A ream of paper weighs 2.5 kg, how do I know? Well, last week I weighed the paperwork of all the claimants I had seen that week. It came to 15 kg! Admittedly one of them was a desktop review and the paperwork for that weighed 7 kg alone, I was sent it the previous week but had no time to get to it until last week.. So I was sent 3000 pages (approximately) to wade through. On talking to my colleagues I realised we are all facing this avalanche of paper. The impression I get is that there is no culling process, rather a junior person is sent with a file and told to photocopy it and ‘send it off to Epstein’. Some of the paperwork includes hospital notes with handwriting that is frequently illegible and with acronyms that are unintelligible. With the tendency for health groups to be set up even the heading on the paper gives no indication as to where the person was at the time, in a hospital, a mental health clinic, or where?
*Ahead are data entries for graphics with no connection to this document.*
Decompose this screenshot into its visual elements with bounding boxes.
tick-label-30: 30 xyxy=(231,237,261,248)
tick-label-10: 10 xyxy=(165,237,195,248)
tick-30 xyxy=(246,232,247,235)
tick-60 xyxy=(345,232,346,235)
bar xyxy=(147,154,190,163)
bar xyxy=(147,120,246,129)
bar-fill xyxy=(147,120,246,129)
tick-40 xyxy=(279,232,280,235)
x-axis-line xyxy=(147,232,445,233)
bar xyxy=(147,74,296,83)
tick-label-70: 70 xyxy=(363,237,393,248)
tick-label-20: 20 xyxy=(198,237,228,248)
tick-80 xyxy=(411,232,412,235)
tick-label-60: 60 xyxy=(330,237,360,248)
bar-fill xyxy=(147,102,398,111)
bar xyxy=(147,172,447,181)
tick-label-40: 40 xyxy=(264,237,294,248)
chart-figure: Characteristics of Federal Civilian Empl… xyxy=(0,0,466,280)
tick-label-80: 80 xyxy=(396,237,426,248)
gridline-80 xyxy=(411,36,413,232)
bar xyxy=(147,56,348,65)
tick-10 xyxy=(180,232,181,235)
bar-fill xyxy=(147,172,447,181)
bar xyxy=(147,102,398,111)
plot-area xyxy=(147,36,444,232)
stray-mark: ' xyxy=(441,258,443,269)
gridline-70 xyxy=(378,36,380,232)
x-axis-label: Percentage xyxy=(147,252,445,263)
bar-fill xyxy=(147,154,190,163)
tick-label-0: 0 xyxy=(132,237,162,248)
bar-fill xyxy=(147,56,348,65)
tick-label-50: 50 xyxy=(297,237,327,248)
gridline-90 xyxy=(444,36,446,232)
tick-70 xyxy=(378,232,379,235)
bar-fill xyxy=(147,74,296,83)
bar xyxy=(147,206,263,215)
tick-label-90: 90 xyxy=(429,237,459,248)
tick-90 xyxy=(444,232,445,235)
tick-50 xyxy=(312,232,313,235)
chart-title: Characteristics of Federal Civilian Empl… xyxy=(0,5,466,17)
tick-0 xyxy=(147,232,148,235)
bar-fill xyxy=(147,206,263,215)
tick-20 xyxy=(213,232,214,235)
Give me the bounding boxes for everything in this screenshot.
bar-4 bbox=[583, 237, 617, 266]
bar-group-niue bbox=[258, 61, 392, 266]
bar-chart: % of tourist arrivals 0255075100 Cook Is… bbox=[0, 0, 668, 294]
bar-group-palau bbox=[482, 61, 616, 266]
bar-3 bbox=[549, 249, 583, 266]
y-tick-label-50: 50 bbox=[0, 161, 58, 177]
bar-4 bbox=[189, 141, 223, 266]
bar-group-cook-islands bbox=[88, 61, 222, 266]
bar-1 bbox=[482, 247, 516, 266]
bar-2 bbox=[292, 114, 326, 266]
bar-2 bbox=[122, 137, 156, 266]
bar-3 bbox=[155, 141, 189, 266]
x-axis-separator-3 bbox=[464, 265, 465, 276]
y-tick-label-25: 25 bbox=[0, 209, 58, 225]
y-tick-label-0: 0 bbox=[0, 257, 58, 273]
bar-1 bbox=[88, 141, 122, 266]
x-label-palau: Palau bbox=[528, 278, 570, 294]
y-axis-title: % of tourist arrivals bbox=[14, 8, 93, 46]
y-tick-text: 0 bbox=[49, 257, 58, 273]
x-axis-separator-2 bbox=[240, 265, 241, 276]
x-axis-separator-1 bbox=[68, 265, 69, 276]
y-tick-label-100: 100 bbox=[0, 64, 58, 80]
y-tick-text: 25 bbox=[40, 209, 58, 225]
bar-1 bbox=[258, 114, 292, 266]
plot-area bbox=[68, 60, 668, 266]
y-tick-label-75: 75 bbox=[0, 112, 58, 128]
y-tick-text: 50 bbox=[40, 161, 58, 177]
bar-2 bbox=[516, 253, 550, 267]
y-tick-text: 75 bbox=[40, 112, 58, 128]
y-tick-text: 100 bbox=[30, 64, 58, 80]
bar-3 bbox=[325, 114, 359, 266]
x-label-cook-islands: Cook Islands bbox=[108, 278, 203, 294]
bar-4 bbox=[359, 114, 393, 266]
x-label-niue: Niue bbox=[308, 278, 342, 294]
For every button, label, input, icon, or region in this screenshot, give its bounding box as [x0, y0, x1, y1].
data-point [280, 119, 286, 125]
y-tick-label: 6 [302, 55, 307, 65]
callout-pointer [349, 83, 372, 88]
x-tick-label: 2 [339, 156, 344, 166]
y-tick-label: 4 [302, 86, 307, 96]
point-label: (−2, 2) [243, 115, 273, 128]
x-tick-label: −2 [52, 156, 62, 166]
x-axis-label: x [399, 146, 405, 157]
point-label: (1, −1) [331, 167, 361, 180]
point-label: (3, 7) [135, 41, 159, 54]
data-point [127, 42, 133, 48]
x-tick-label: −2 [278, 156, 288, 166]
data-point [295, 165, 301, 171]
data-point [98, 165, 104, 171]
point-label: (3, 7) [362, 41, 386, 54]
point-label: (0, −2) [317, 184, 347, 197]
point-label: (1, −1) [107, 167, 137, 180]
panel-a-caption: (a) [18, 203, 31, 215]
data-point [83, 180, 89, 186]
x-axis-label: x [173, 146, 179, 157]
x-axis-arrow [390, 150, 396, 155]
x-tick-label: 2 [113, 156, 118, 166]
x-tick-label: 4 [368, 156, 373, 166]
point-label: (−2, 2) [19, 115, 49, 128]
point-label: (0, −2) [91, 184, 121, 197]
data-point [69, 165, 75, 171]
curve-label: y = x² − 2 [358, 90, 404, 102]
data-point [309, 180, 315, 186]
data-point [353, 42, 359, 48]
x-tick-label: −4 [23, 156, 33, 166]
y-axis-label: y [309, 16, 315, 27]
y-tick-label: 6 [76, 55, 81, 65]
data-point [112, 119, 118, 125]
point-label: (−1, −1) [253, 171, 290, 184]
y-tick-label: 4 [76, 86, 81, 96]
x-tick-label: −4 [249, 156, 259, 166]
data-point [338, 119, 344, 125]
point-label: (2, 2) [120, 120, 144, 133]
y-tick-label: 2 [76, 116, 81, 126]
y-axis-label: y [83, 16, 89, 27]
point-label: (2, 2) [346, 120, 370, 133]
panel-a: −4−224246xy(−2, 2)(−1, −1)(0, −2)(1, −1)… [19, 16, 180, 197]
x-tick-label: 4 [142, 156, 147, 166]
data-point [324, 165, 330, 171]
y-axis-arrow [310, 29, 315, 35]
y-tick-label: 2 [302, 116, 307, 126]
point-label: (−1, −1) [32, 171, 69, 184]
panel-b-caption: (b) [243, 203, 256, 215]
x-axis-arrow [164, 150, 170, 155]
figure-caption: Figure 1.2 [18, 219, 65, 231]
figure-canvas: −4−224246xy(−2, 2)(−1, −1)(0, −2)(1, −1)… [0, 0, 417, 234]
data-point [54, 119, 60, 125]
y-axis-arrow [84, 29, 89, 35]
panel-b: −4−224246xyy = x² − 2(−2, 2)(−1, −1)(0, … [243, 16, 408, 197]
I was able to decipher some of the acronyms using the Internet. I have similar problems with the acronyms used by other health professionals. It took me some time to work out what a SLAP lesion was. (It is something to do with a split in the labrum surrounding the shoulder joint.)
There are several points arising from this, one is I never get paid for the amount of time I spend reading this paperwork. The second is that a lot of the paperwork is quite useless, the third is that the only people who seem to write a reasonable history are the psychiatrists. It is amazing the number of reports I receive that are undated so I have no idea when the claimant saw that person. It is not uncommon to get an undated report from a psychologist that may mention the first interview date but gives no idea of the frequency of the treatment or if the claimant is still being treated, but there are three or four pages taken from the DSM IV giving the diagnosis!
I have adopted a few tactics to deal with this. I do not read handwritten notes because most of the them are illegible and an incredible waste of time. I charge for the number of pages I’ve been sent. I dispose of all the documentation provided immediately after the report has been released (it is physically impossible to keep this stuff) and I encourage people who send me work to be a little more selective.
I would be interested in your experiences in dealing with this avalanche.